They traveled all through the night and into the day, weaving a strange maze through the kingdom, resting in hidden places only to set out again, anticipating nightfall. It now appeared to both that there was no hope for either within the walls of Myrea, and no hope of anything beyond them either.

Escaping from the castle in the dead of night, it was at last apparent to the deathly entrepreneur what he should have sooner realized; that he himself was among the victims of Myrea. Even in the inky veil of night, it was apparent to all that knew to look that the gates of the kingdom were closed, and the lights that danced like embers in the distance were not weary travelers or merchants, but an army in waiting, death at the doors of a forsaken kingdom. He would die too, the young man thought. He was never meant to live, nor were the secrets he carried with him. It was evening now, as the two figures approached the edge of the city, the place where the streets tapered off and the buildings faded into the horizon. Here there was only green, where grass crept from beneath their feet to the edges of trees, then stopped and faded to black, a gaping swollen mass of black, an open mouth where only the shadows lived, and the things that lived off the shadows. Now the night was here, and the travelers stopped to look back at the world behind them. In the distance, there was a sound that might have been a scream, and a glint that might have been a flame. There was a rising up of the sorrows of the city, a billowing cloud of grey, before the world exploded into brilliant shades of red.
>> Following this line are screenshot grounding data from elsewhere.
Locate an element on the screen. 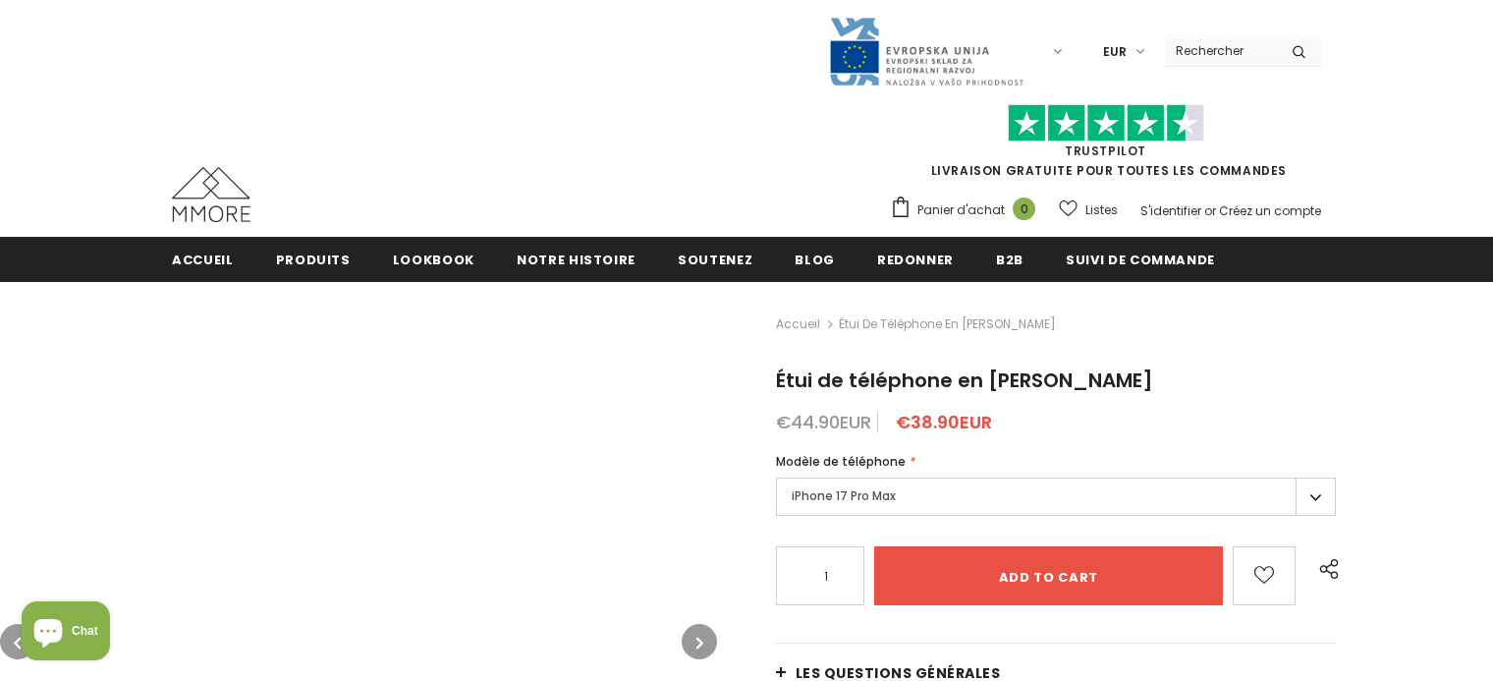 The width and height of the screenshot is (1493, 681). a: soutenez is located at coordinates (715, 258).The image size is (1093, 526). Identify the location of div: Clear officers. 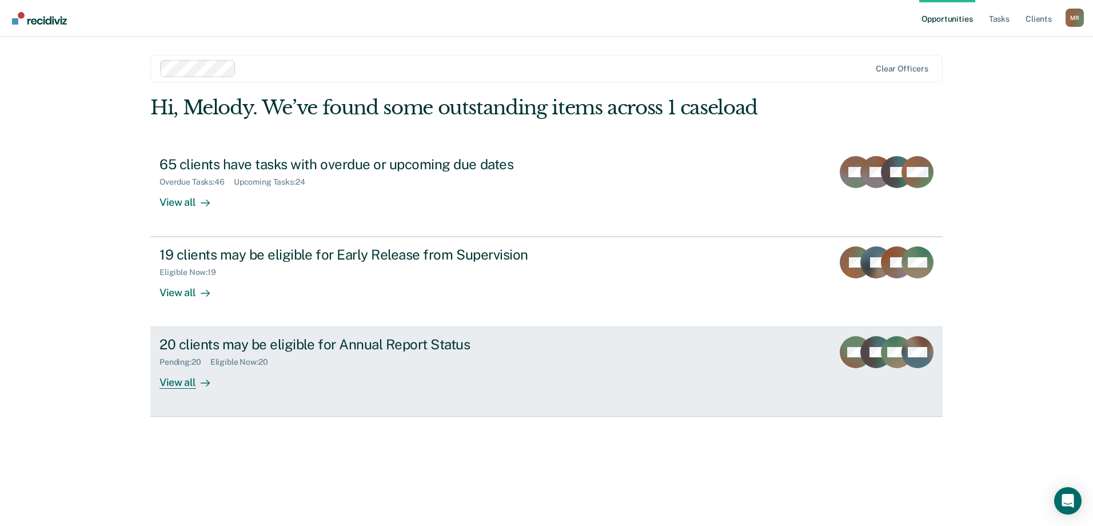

By now he knew the necklace had been retrieved from where he dropped it beneath her window and the princess thought dead by the world. As she watched her kingdom burst in flames, a funeral pier to a dead princess, she did not cry, but only said, so faintly as to be washed away by the wind, ‘Let nothing grow here from the ashes. Let only loss commemorate this place. Death to death.’ In the light that spilled from the lantern kingdom, two figures moved towards the forest, into the dark, and were swallowed by the night.

In the years that have passed since the story was told, no ending is certain. There are many things that live in the dark, and many more that are said to. In some kingdoms, it is said the frightful witch who lives among the trees of the forest, herself as old as time, devoured them, or spelled their death. Others say the carnivorous animals of the forest descended on them, killing them instantly. But there are others who say that they still live, preserved in the magic of the forest, never to emerge, hidden from a world of flames.

Posted Jun 19, 2026
Share:

You must sign up or log in to submit a comment.

4 likes 1 comment

Lauren Crafts
17:23 Jun 27, 2026

Hello,
I recently read your story and wanted to say how much I enjoyed it. The way you describe scenes and emotions makes everything feel so vivid and easy to picture. As I was reading, I kept imagining how beautifully it could translate into a comic or webtoon format.
I'm a commissioned comic artist, and I'd be interested in creating artwork inspired by your story if that's something you'd ever like to explore. No pressure at all I simply felt inspired by your work and wanted to reach out.
If you'd like to talk about it sometime, feel free to contact me on Discord (laurendoesitall) or Instagram (elsaa.uwu).
Best,
Lauren

Reply

Reedsy | Default — Editors with Marker | 2024-05

Bring your publishing dreams to life

The world's best editors, designers, and marketers are on Reedsy. Come meet them.